Classes & Obits

Class Note 1977

Issue

Sept - Oct 2016

I, Nancy Vespoli, am standing in for class secretary John Bird this time around. Be sure to save the date for our 40th reunion with the classes of ’76 and ’78, less than one year away: June 15-18, 2017. Penny Kurr Rashin hosted ’77s for an afternoon of golf at her Country Club of New Canaan in Connecticut on June 7. Two foursomes, including Penny, Ann Duffy, Dan Mahony,Kim and Mac Taylor, Tuck and Leslie Bradford and yours truly, participated. We dusted off our brassies, baffies and mashie niblicks for an exciting round on the course with a stop at the 19th afterward. Mark Pruner had more important business to tend to, so while we played he made enough on real estate deals in Greenwich, Connecticut, to buy the drinks. Thank you, Penny and Mark! More games to follow, and if you are inclined to host a similar event, let our mini-reunion chair Leslie Bradford (leslie.e.bradford@gmail.com) know! We can get you subsidies!

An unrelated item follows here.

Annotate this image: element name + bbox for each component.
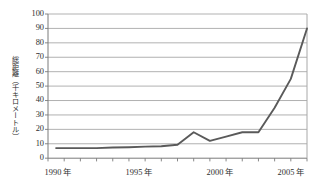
- data-series-line: [56, 28, 307, 148]
- plot-area: [0, 0, 311, 195]
- gridlines: [48, 14, 307, 144]
- line-chart: 総距離（千キロメートル） 100 90 80 70 60 50 40 30 20…: [0, 0, 311, 195]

I recently visited Bets Kent in Cambridge, Massachusetts. In January she retired from a 28-year career at Cambridge Associates and also married John Everett, MIT ’76. She has just completed a vacation home on Pleasant Lake in New London, New Hampshire. Talk about revving up after 60! Sounds like a great start.

Down in Fort Worth, Texas, George Shackelford—deputy director of the Kimbell Art Museum—reports that he is putting the finishing touches on this fall’s upcoming exhibition. Monet: The Early Years will feature 65 paintings, including the Impressionist artist’s first exhibited work (1858) and most of the best-known masterpieces of the 1860s and early 1870s. Loans are coming from museums in Europe and North America (the usual suspects, including the Musée d’Orsay, the Met, the National Gallery, among many others), as well as from private collections. You can see the exhibition October 16 through January 29, 2017, at the Kimbell and February 25 to May 29, 2017, at the Fine Arts Museums of San Francisco’s Legion of Honor. Sounds like two great opportunities for mini-reunions!

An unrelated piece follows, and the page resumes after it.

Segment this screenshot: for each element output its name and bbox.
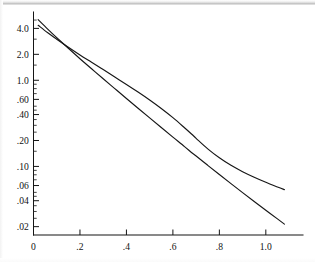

Max Anderson is also in the art news. The New York Times reports that Max “will become the president of the Souls Grown Deep Foundation in Atlanta, which preserves and promotes works by self-taught African American artists, primarily in the South.” Congratulations, Max!

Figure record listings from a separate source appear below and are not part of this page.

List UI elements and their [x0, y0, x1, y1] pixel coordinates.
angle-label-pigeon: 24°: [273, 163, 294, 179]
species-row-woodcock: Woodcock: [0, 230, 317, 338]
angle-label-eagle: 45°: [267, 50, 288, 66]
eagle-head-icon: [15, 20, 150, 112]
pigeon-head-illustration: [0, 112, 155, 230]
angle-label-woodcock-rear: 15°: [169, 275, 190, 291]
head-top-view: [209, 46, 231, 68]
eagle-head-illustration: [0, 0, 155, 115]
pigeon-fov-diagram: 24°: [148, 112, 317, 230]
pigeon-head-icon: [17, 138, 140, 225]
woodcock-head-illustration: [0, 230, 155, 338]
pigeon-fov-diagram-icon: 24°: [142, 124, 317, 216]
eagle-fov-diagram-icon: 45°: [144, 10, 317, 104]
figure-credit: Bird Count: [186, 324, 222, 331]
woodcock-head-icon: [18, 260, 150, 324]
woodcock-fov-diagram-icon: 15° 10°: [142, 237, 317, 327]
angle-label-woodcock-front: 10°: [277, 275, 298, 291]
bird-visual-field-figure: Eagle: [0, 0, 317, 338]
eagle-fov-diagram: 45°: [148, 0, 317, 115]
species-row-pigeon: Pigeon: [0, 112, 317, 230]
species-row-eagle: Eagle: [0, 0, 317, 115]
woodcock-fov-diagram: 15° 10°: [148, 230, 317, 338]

Leslie Bradford sent this report. “Many of you know Dave Wood, and read his moving column in Dartmouth Alumni Magazine in the November-December 2015 issue in which he wrote about mental illness, the need to confront and de-stigmatize it and, most importantly, of his own personal struggles of and with his son and family. Unfortunately, a number of classmates gathered on June 3 in Ridgefield, Connecticut, for a memorial service for David Wood IV, who passed away in May and was beautifully remembered at the service. Dave and Bobbie were steadfast in their love and support for “Young David” and Dave’s call to action to bring mental health issues into the open was inspiring. The church was packed, reflecting the love and warmth and breadth of the community.”